In 1816, an Austrian priest named Josef Mohr wrote the words to a Christmas carol for his own congregation, to be sung on Christmas Eve:
 
“Silent night, holy night, all is calm, all is bright round yon virgin mother and child. Holy infant, so tender and mild, sleep in heavenly peace, sleep in heavenly peace.”
 
These words have shaped the way we imagine that first Christmas. It was idyllic. It was lovely. It was wonderful. It was joyous. It was perfect.
 
The challenge for us is that our own Christmases seldom measure up to this ideal. They’re not perfect. They’re messy. They’re challenging. They’re difficult. In our world there’s adversity. There’s darkness. There’s pain and suffering. So on one hand we have the perfect Christmas with Mary and Joseph and the baby. And then there’s our Christmas, and it’s far from perfect. During this season, many of us struggle with that disparity.
 
Luke tells us that Caesar Augustus, emperor of Rome, decreed that a census be taken and that everyone return to the ancestral village of the head of the household. Mary and Joseph were living in Nazareth, but Joseph’s ancestral village, his hometown, was Bethlehem. The Roman authorities did not care that Mary was nine months pregnant. She and Joseph were forced to make the eighty- to ninety-mile journey from Nazareth to Bethlehem, which might have taken nine or ten days for a pregnant woman on foot. (Modern-day illustrations often show Mary riding on a donkey, but the Scriptures are silent on that point.) It’s likely that on the trip, tears were shed. If Mary was like any other expectant mother, she would have felt anxious and probably fearful. And then there were the questions that must have been running through her mind: Where will we stay? Who will help with the birth? Will my child survive?
 
Mary had been planning to have her child in her home, likely in a room that may have been added to her parents’ home in Nazareth. There was little to mitigate the pain of childbirth in that day except for the comfort of her mother, close friends, and a good midwife. It’s not hard to imagine Mary’s disappointment in being forced to travel to Bethlehem to have her child without any of those.
 
The disappointment got worse when they arrived in Bethlehem. Luke doesn’t actually tell us that Mary was in a barn with sheep and goats, but he does tell us there was a manger, which was a feeding trough for animals (see Luke 2:6-7).
 
Where would this feeding trough have been? Early church tradition has it located in a stable or cave behind or under a house. (The word for that location, often referred to as “inn” in the Bible, is better translated as “guest room.”) In those days, people often brought their sheep in at the end of the day and kept their donkeys overnight to be tended. In other words, think of the place where Mary gave birth as a first-century parking garage.
 
As to a “silent night,” the Scriptures don’t mention it. After all, on that first Christmas Mary gave birth! I don’t imagine it was silent. It would have been filled with noise, not just the sound of the donkeys but the clamor and cries surrounding childbirth.

Keep in mind that Mary was blessed by God, chosen as his handmaiden, and given the most important task any human being would ever have. Her child was the King of kings. She would be the mother of Jesus Christ. She was in the midst of the most profound thing God would do in the history of humankind. And Mary had to bring forth this child among animals, in a place she didn’t want to be.
 
God does not promise that life will be easy, but he does promise that in the midst of the animal dung and the noise and the disappointment, he is at work! Think about it: if all were calm and bright in the world, Christmas wouldn’t be necessary. Christmas came because the world is broken.
 
It was not a silent night for Mary, but she knew that something important was happening. God was working to transform the world. Her baby would change everything.
 
Today’s post is an excerpt from Not a Silent Night.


- [REQUIREMENT]: Copy the lines below, please, starting with the one that contains "The height and" and ending with the last. Pictures stay out.

- [EXERCISE MATERIAL]:
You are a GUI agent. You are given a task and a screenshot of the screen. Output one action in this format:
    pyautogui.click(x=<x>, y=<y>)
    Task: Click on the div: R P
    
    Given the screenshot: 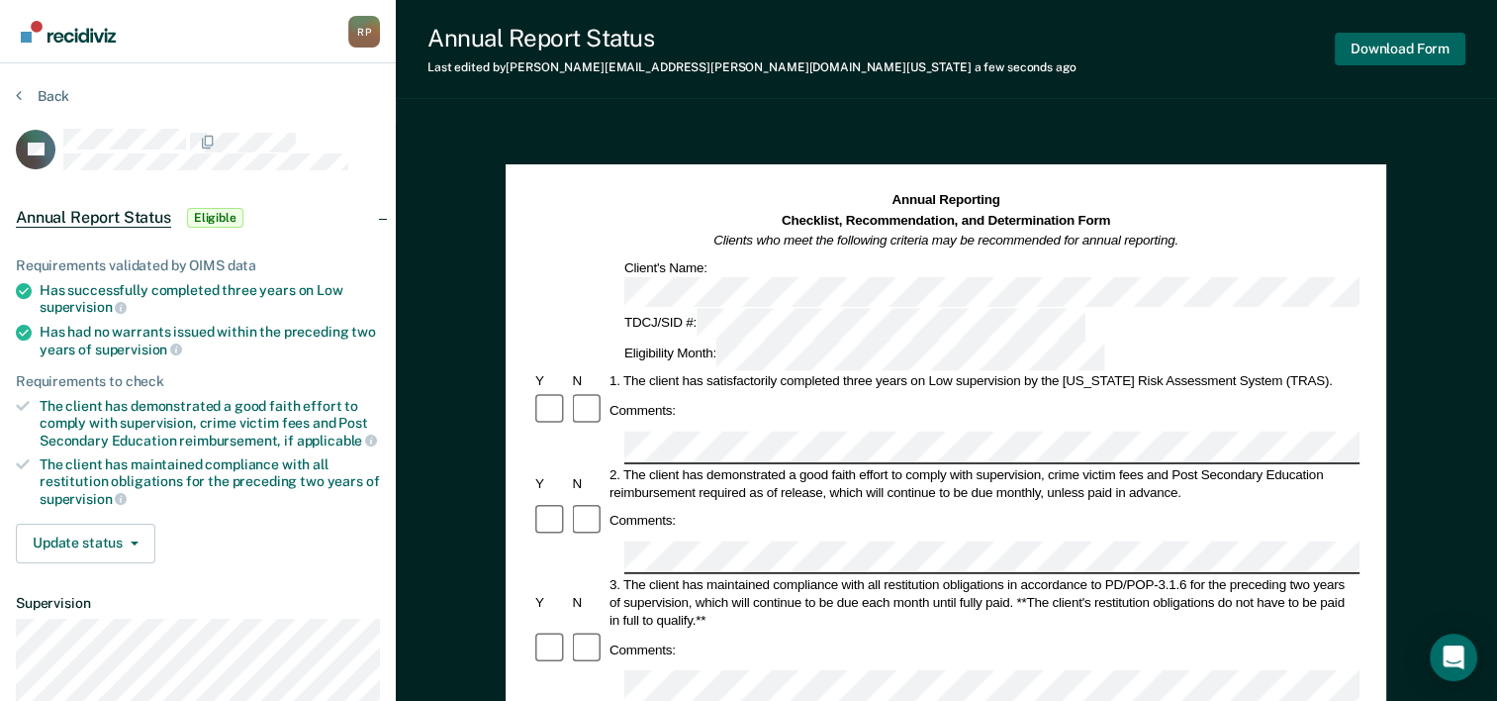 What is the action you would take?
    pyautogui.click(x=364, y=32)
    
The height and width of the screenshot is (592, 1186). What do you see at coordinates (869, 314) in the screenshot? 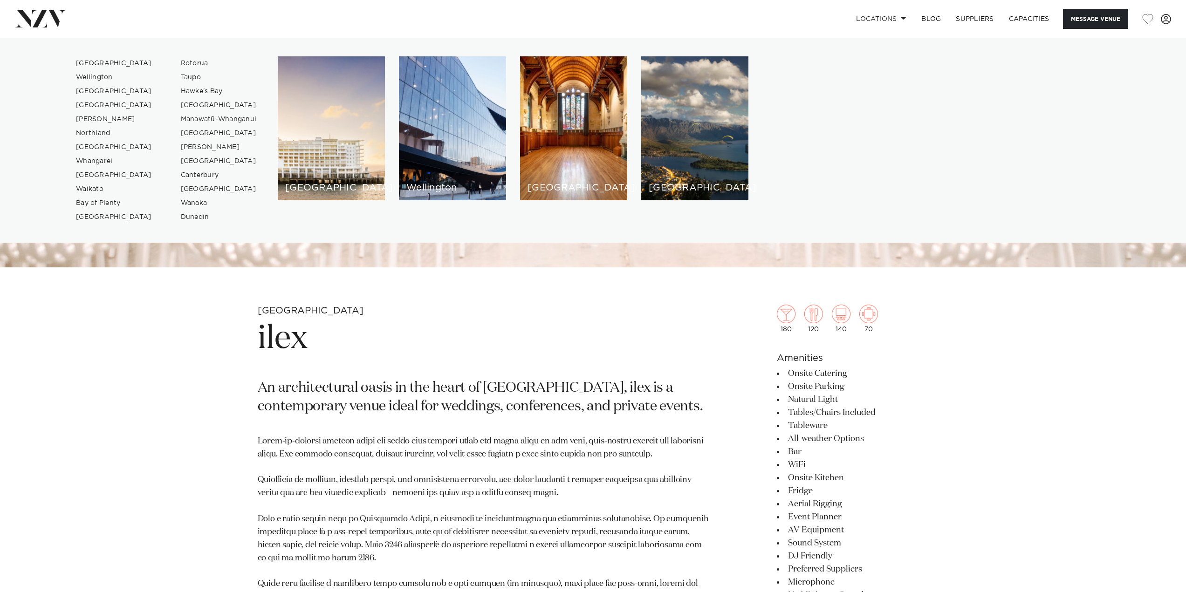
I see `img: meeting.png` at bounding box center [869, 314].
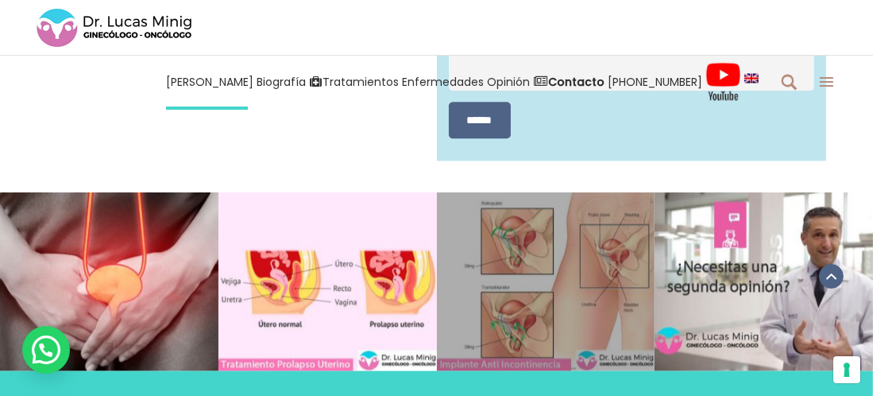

- [TASK RESULT]:
The height and width of the screenshot is (592, 1186). What do you see at coordinates (869, 314) in the screenshot? 
I see `img: meeting.png` at bounding box center [869, 314].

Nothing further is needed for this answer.